GURT 2025: Georgetown University Round Table on Languages and Linguistics 2025: Language & Food Georgetown University (Bunn Intercultural Center, or ICC) Washington, DC, United States, February 28-March 2, 2025 |
Submission link | https://easychair.org/conferences/?conf=gurt2025 |
Abstract registration deadline | November 23, 2024 |
Submission deadline | November 23, 2024 |
The 2025 Georgetown University Round Table on Languages and Linguistics (GURT) will be held February 28-March 2, 2025. The theme is Language and Food.
Food and language are omnipresent and intertwined in everyday life. We use language to talk about food, and food terms have rich cultural histories and associations. Menus and food packaging labels not only provide windows on an item’s nature and quality, but also often signal association with identities such as ethnicity, region or class. Mealtime has long been a privileged site for the study of language in use, as people talk while they eat, and while they cook. Parents use language to socialize their children into food preferences and practices; even among adults, the taste of food is collaboratively negotiated in interaction: think wine tasting, or dinner conversation. Children in school cafeterias and co-workers in workplace break rooms talk about food. People participate in online forums on topics such as gourmet cooking, veganism, and weight loss; they use language about food to portray themselves as certain kinds of people (gourmand, disciplined eater, environmentalist, picky eater, athlete). People post photos of food on Instagram, recipe videos on TikTok and Facebook, and restaurant reviews on Yelp. Food is a necessity and a luxury; it is intertwined with identities (e.g., cultural, gendered, socioeconomic, political, religious), relationships (e.g., parent-child, friend-friend, host-guest), and values (e.g., healthful eating, ethical eating), all of which are negotiated through language.
GURT 2025 will bring together diverse scholars whose work explores intersections between language and food. The conference will be inclusive of multiple approaches, including (but not limited to) interactional sociolinguistics, conversation analysis, critical discourse analysis, multimodal discourse analysis, ethnography of communication, cultural discourse analysis, narrative analysis, variation analysis, semiotics, systemic functional linguistics, historical linguistics, comparative linguistics, computational/corpus linguistics, and cognitive linguistics. We invite submissions that consider any aspect of food and language, including (but not limited to) menus, recipes, mealtime conversations, food-related online discussions, social media posts about food, food-related podcasts, food advertisements, and documentary and reality TV shows about food.
We welcome abstracts for individual papers, posters, and colloquiums that engage with any aspect of the relationship between language and food. Submissions must be complete by Saturday, November 23, 2024 (11:59pm Eastern). We accept the following submission types:
Individual papers (20 minutes followed by 10 minutes for discussion). You will be asked for:
- Author information
- The title
- An abstract (of not more than 300 words)
- An abbreviated abstract (of not more than 500 characters) for inclusion in the program
- 3-5 keywords
- Indicate whether, if your paper is not accepted for oral presentation, you would like your paper to be considered for the Saturday poster session.
Poster presentations (to be shown during the poster session on Saturday). You will be asked for:
- Author information
- The title
- An abstract (of not more than 300 words)
- An abbreviated abstract (of not more than 500 characters) for inclusion in the program
- 3-5 keywords
Colloquiums (papers that are thematically, topically, or methodologically linked together and fit into 2 hr. 15 minute time-slot). You will be asked for:
- Author information
- The title of colloquium
- The abstract for the colloquium (of not more than 300 words)
- An abbreviated abstract (of not more than 500 characters) for the colloquium, for inclusion in the program
- In the pdf document you upload to the system, include the following regarding the colloquium's content:
- Information about the organization of the colloquium (use of time, including for papers, any opening/closing remarks, discussant comments, Q&A period)
- For each paper, the title and abstract (of not more than 300 words), along with an abbreviated abstract (of not more than 500 characters) for inclusion in the program.
Additional submission guidelines:
- A presenter cannot be first author on more than one paper.
- A colloquium organizer may be a paper presenter.
- A colloquium discussant may also submit a separate paper.
- Submissions will be evaluated on the basis of the following criteria:
- Promise of novel and productive contribution to the study of language and food;
- Clarity and evidence of a well-organized, engaging presentation;
- Contribution to the conference’s diversity of theories, methods, and data sources/types.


▸ To do: Your reply should be the entries, output word for word, with each picture omitted.

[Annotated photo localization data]

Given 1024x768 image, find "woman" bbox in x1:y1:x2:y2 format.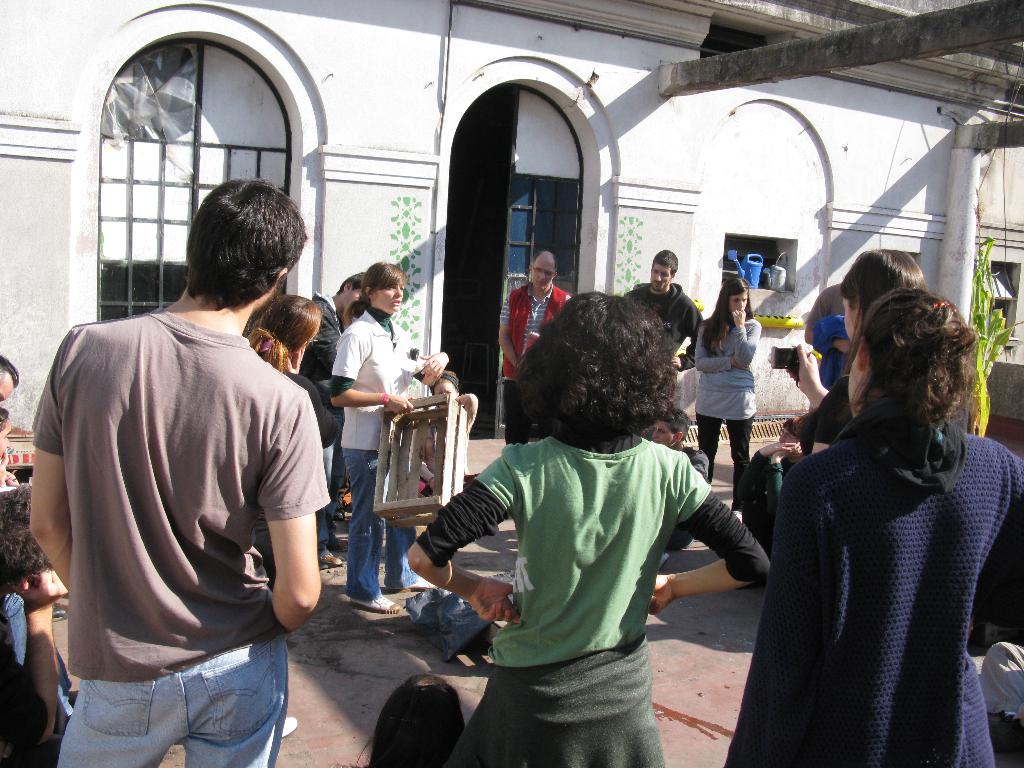
332:264:452:618.
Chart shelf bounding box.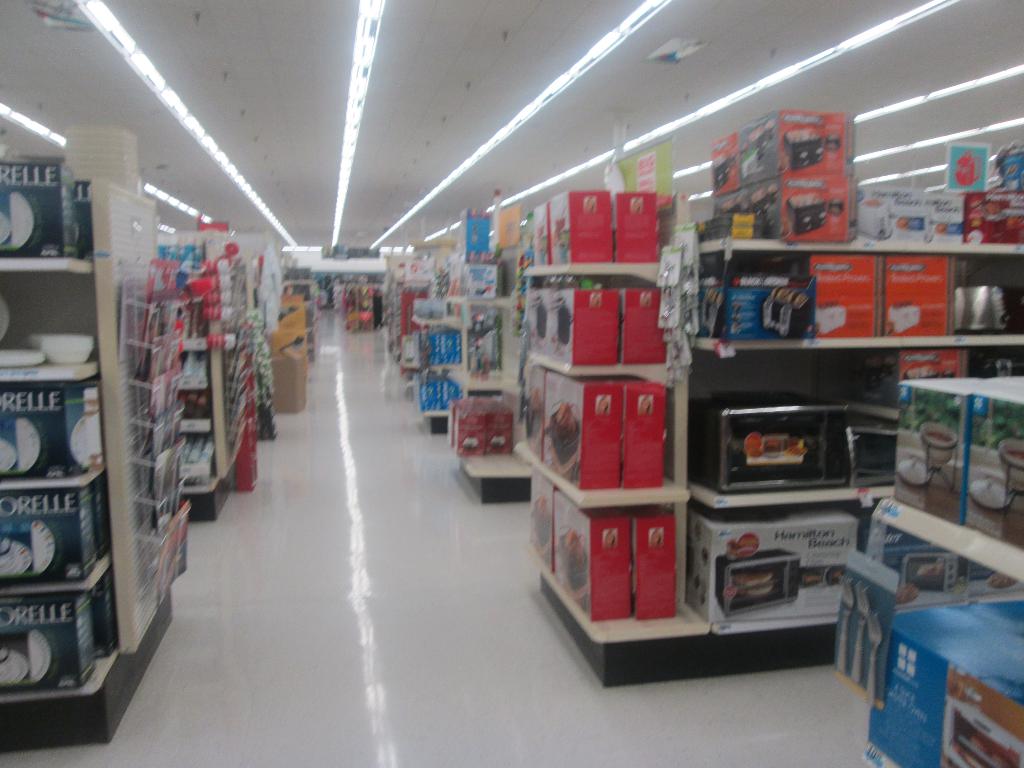
Charted: BBox(865, 498, 1023, 596).
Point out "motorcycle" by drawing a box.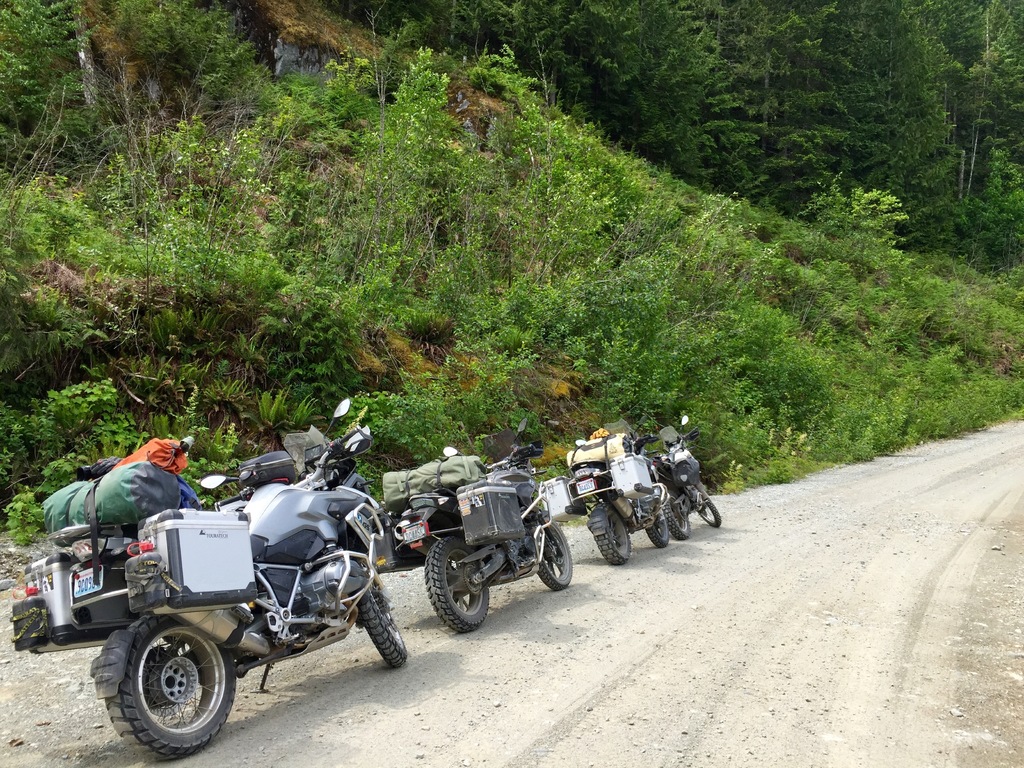
13 390 410 758.
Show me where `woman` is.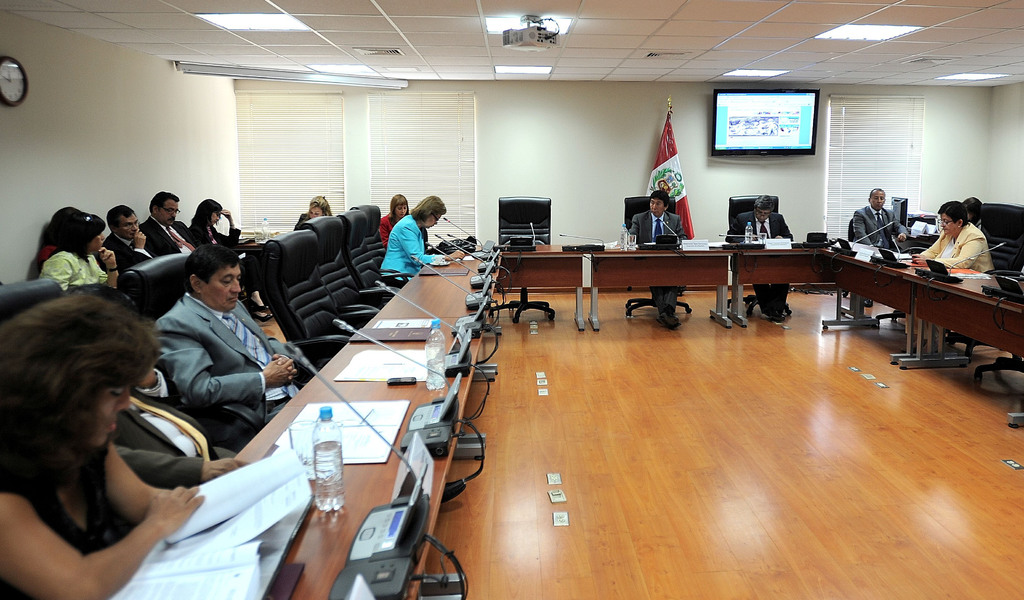
`woman` is at [380,196,409,240].
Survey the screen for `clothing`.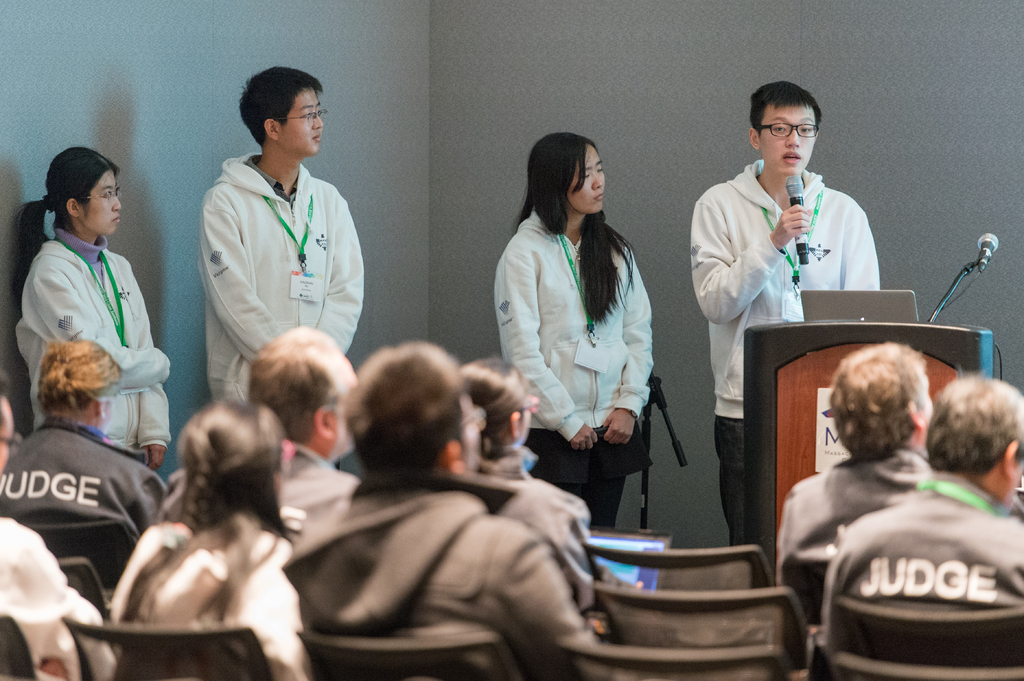
Survey found: 196 152 366 469.
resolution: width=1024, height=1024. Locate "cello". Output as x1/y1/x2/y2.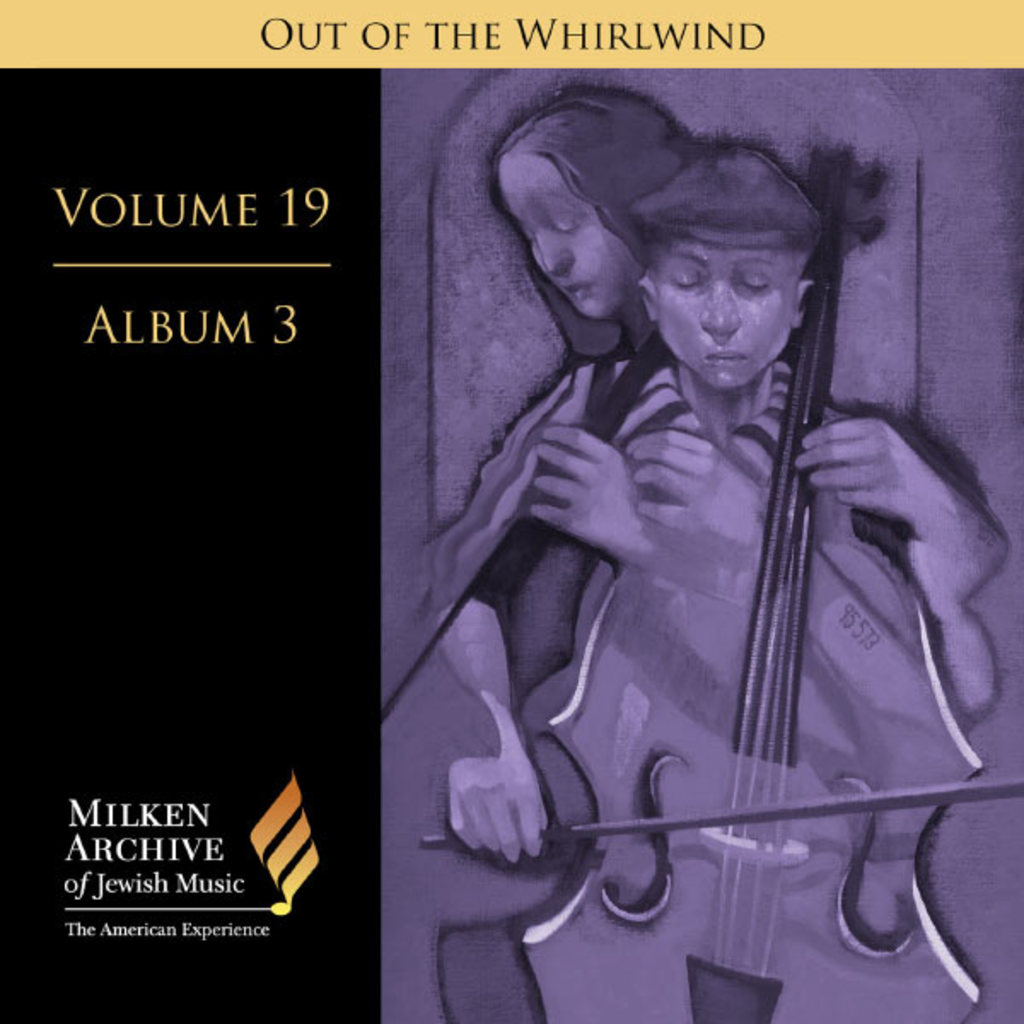
418/133/1022/1022.
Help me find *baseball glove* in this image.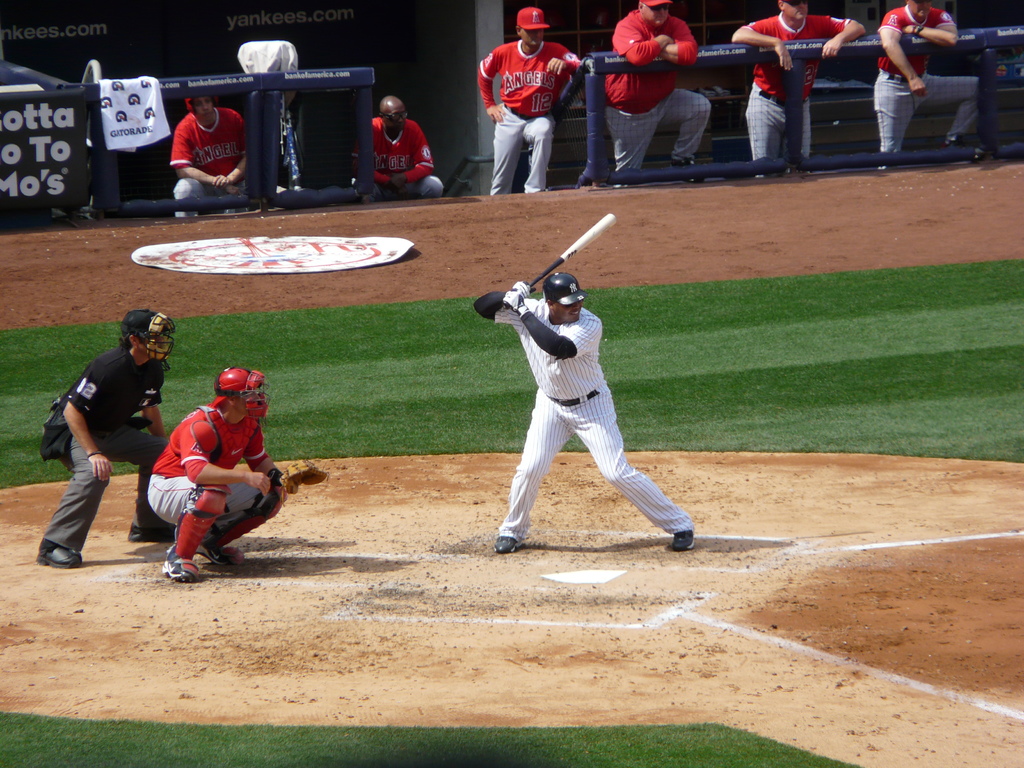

▸ Answer box:
Given 1024x768 image, find "woman" bbox in x1:y1:x2:y2 format.
332:264:452:618.
Chart shelf bounding box.
Charted: BBox(865, 498, 1023, 596).
Point out "motorcycle" by drawing a box.
13 390 410 758.
Show me where `woman` is.
`woman` is at [380,196,409,240].
Survey the screen for `clothing`.
Survey found: 196 152 366 469.
resolution: width=1024, height=1024. Locate "cello". Output as x1/y1/x2/y2.
418/133/1022/1022.
Help me find *baseball glove* in this image.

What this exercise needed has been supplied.